Chapter Text
i.
You have been here before.
Here, you are enslaved; you have been pulling sickly carrots from the clay-like earth, and the lines of the regimented garden planting reach on and on forever. You have not forgotten the feeling of the shackle at your ankle. You have not forgotten the smell of the overseer’s bitter pipesmoke.
There is a woman knelt beside you in the dirt, though you did not see her approach. You know this woman’s face; you know her single eye and how beautiful it is, and how beautiful her mutilated face, which is shaped like one of your mother’s statues, half sculpted and touched all over by the prints of her fingers.
You are a help, whispers Belle—Belle, as you knew her then, her lovely riot of curling hair chopped short, her ravaged lips unsmiling. The kindness in her warms you like a sun. Like a flower, what is living in you reaches towards the light.
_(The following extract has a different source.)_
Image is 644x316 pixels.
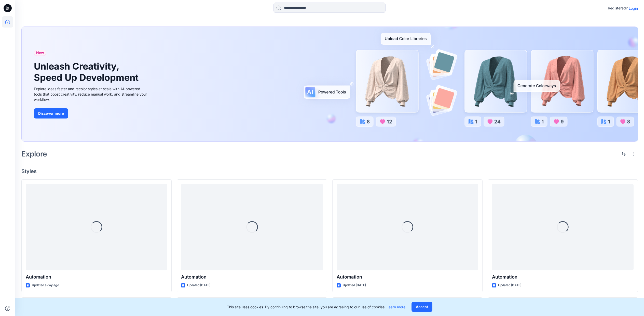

Help, is a word you are certain you heard, yes.
Help.
You.
The work stretches before you unending, and it is difficult to do the work, isn’t it, with
one hand.
ii.
Always, you are watched.
There is a man who smells like a burning building.
There is a man like a forest full of bones.
There is a man
like a mountain
like a cell inside a mountain
like everything dark
beneath the earth.
Seers, Gwindor calls them, spitting the word into the dust. You remember how you feared this Soldier, as he kisses you once, upon the star of your brow.
Don’t look ‘em in the eye, see? Don’t give ‘em a reason to look back.
iii.
You are in a clamoring parlor and the world is whirling about you.
You are in a quiet upper room and the clock is striking ten.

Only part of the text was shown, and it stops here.